Older story from TAL about an undercover officer at a school entrapping a student.
Courts might not rule it as entrapment, but it absolutely is. The informant didn’t just “provide an opportunity”, but actively persuaded the woman to commit the crime.
Makes me think of police officers in unmarked cars, who would follow not-quite-speeding cars close enough you’d feel pressured into speeding up just to get them off your tail, earning a speeding ticket.
Happens on a regular basis, not even counting the FBI and it’s knack for foiling it’s own “terrorist” plots.
Besides just the regular level of war-on-drugs evil, the emotional manipulation of vulnerable people in these cases really puts it over the top into special-level-of-hell evil.
Entrapment is a legal standard. It either is or it isn’t.
Encouragement isn’t coercion. If someone willingly commits an unlawful act, it is not entrapment. If they feel forced to commit an unlawful act by the police (or someone working as their agent) then it definitely is.
In other words, “cmon, let’s do this illegal thing” isn’t entrapment, but, “someone will kill me unless we do this illegal thing” is.
ETA and it looked like there was coercion here. I have revised my earlier statements to reflect this.
Let’s get off of the semantics: do you think that what happened to this woman was morally right? That an informant actively pushed her into breaking the law?
It’s one thing to walk up to a street dealer and say “Can I buy some crack”, and then turn that person over to the police if they sell you crack.
It’s entirely another if you call your mom and say “Mom I really really need crack can you ask on facebook in the Crack Lovers Group if anybody will sell crack to me? Please? Please? (etc. until she gives in)”.
So you’re saying you agree that it’s entrapment and coercion since the article says he claimed to be scared since he had been robbed. Glad we cleared that up.
No, and I never said it was.
That’s not entrapment, either. Private citizens can’t entrap others unless they are acting as agents of the government. And in this theoretical there’s no coercion involved.

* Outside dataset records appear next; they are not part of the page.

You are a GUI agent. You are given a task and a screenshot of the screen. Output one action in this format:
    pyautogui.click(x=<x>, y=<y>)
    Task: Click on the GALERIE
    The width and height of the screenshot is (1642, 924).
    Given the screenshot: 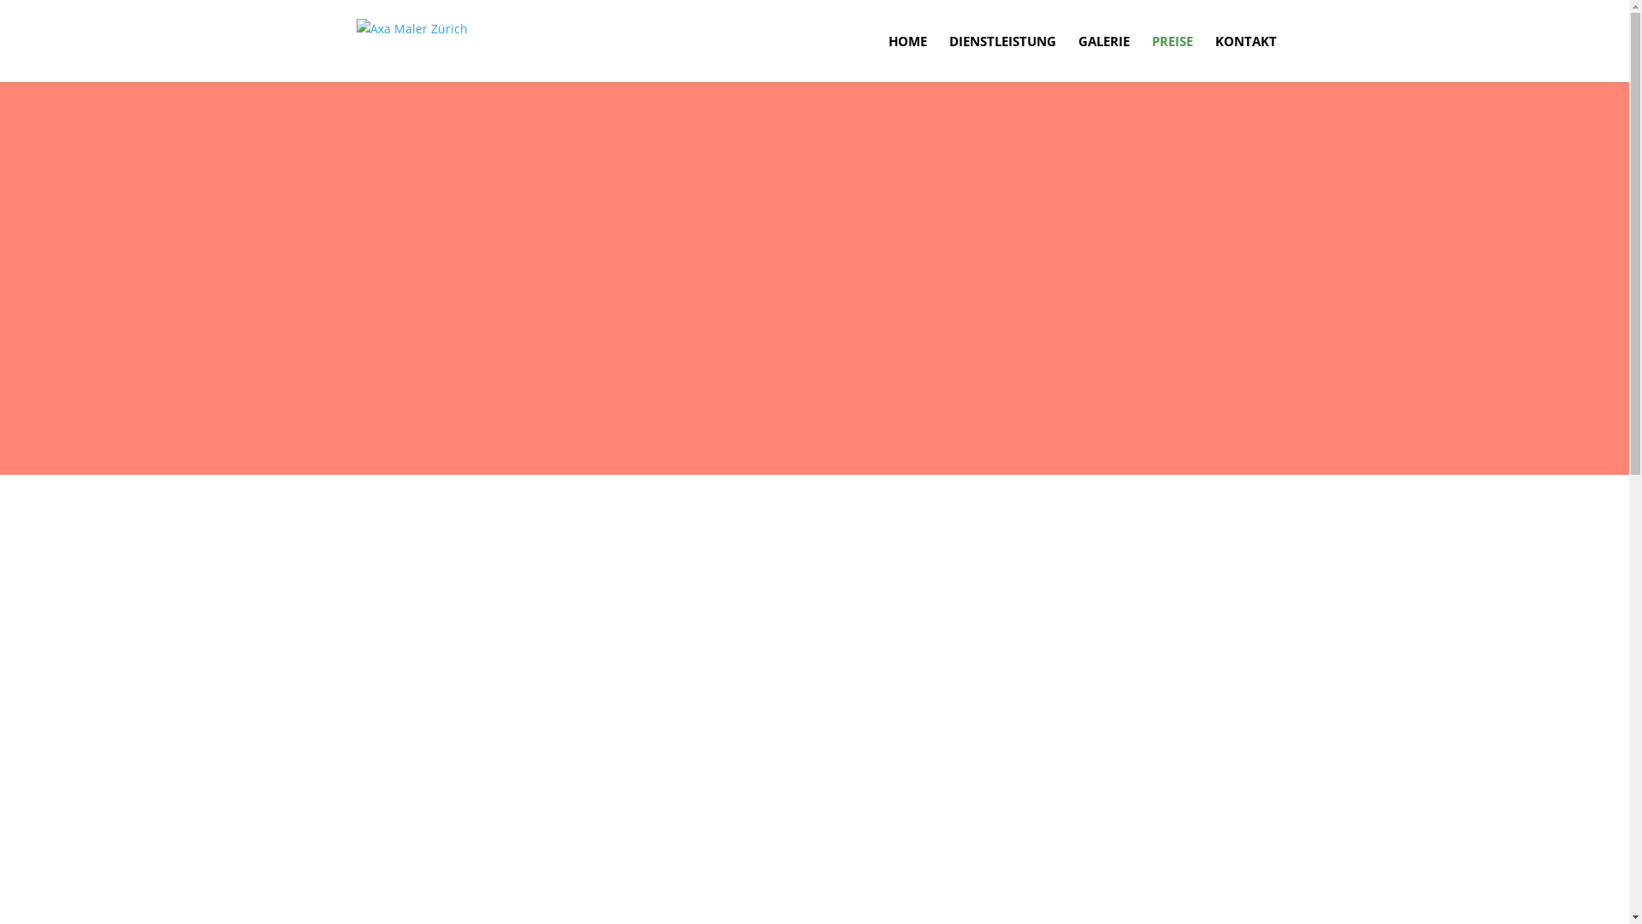 What is the action you would take?
    pyautogui.click(x=1104, y=58)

I hear the term entrapment thrown around casually when there’s a very narrow and largely misunderstood criteria that has so be met for it to be so.
@CarlMud I didn’t fully RTFA, I admit. I’ll correct my original assertions but leave the original debate intact since it’s a fascinating bit of legalese.
ATF and the feds in general have been doing dirty shit like this for decades, and it’s only getting worse. The whole Ruby Ridge thing? They were trying to blackmail Randy Weaver into being an informant, and there are a thousand other cases much like these. Or look at Orange County’s jail house informant system, which they keep lying about to judges and defence attorneys.
The larger issue here is that this asshole appears to be a “professional informant”, a lazy scam artist that uses drugs and people with impunity while living in the secure shadow of law enforcment officers desperate for his “valuable street-level information”. I’m not sure who’s more disgusting - this creep or the Agents who pay and protect him.
If I were her this is probably around the time I’d be considering whether I was far enough along the Kinsey scale to explore other options.
Yes the ATF and the informant are continuing to be assholes. But that’s not the issue. As it has been since the Roaring Twenties, the issue is: why the fuck are these drugs still a criminal offense rather than a medical problem?
When Trump talks about “illegals” he’s not talking about ordinary people who have been convicted of crimes. No, he’s talking about an “criminal class” who somehow have to be rooted out of society so that “law abiding” individuals can be “free” of their influence. It strikes me as Victorian.
so yeah, tricking these individuals into a life of crime is held to be defensible.